The light faded fast. The eastern sky was already dark, though no stars yet showed, and the gunfire died with the day. The American warships sailed slowly back to their anchorage while Mowat’s men, unscarred by the evening’s duel, secured their guns. Wadsworth leaned on the Bethaiah’s gunwale and looked down at the shadowy boats as they approached the sloop. “Major Littlefield!” he hailed. “Major Littlefield!” he called again.

“He’s drowned, sir,” a voice called back.

“He’s what?”

“He and two other men, sir. Lost, sir.”

“Oh, dear God,” Wadsworth said. On shore, at the top of the bluff, a fire showed through the trees. Someone brewing tea, maybe, or cooking a supper.

And Major Littlefield was dead.

“Tragic,” General Lovell said when Wadsworth told him the news of Daniel Littlefield’s death, though Wadsworth was not entirely sure that his commanding officer had listened to what he said. Lovell, instead, was examining a British flag that had been brought on board the Sally by a squat marine sergeant. “Isn’t it splendid!” Lovell exclaimed. “We shall present it to the General Court, I think. A first trophy, Wadsworth!”

“The first of many that your Excellency will send to Boston,” the Reverend Jonathan Murray observed.

“It’s a gift from the marines,” the sergeant put in stolidly.

“So you said, so you said,” Lovell said with a hint of testiness, then he smiled, “and you must render Captain Welch my sincerest gratitude.” He glanced at the table which was covered with papers. “Lift those documents a moment, Marston,” he ordered his secretary and, when the table was clear of paper, ink, and pens, he spread the flag beneath the gently swinging lanterns. It was dark now, and the cabin was lit by four lanterns. “’Pon my soul!”’Lovell stood back and admired the trophy’“but this will look impressive in Faneuil Hall!”

“You might think of sending it to Major Littlefield’s wife,” Wadsworth said.

“To his wife?” Lovell asked, evidently puzzled by the suggestion. “What on earth would she want with a flag?”

“A reminder of her husband’s gallantry?”

“Oh, you’ll write to her,” Lovell said, “and assure her that Major Littlefield died for the cause of liberty, but I can’t think that she needs an enemy flag. Really I can’t. It must go to Boston.” He turned to the marine sergeant. “Thank you, my fine fellow, thank you! I shall make certain the commodore knows of my approbation.”

Lovell had summoned his military family. John Marston, the secretary, was writing in the orderly book, Wadsworth was leafing through the militia rosters, while Lieutenant-Colonel Davis, the liaison officer for the transport ships, was tallying the small craft available for a landing. The Reverend Murray was beaming helpfully, while Major Todd was cleaning a pistol with a scrap of flannel. “You did send my orders to the Artillery Regiment?” Lovell demanded of Todd.

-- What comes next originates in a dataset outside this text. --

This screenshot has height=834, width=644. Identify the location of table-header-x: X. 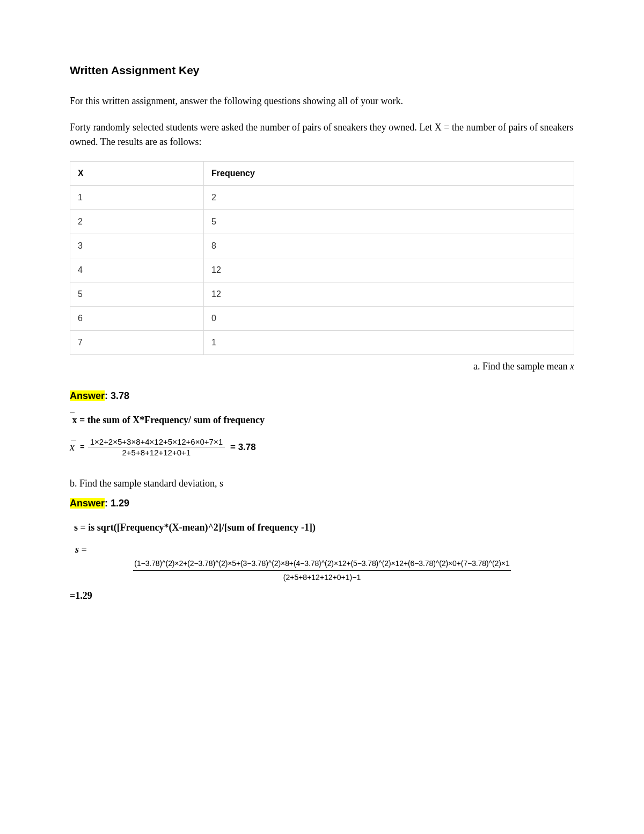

“Indeed, sir,” Todd said, then blew on the pistol’s frizzen to clear some dust.

“Colonel Revere understands the need for haste?”

“I made that need abundantly clear, sir,” Todd said patiently. Lieutenant-Colonel Revere had been commanded to take guns to the newly captured Cross Island, which would now be defended by a garrison of sailors from the Providence and Pallas under the command of Hoysteed Hacker.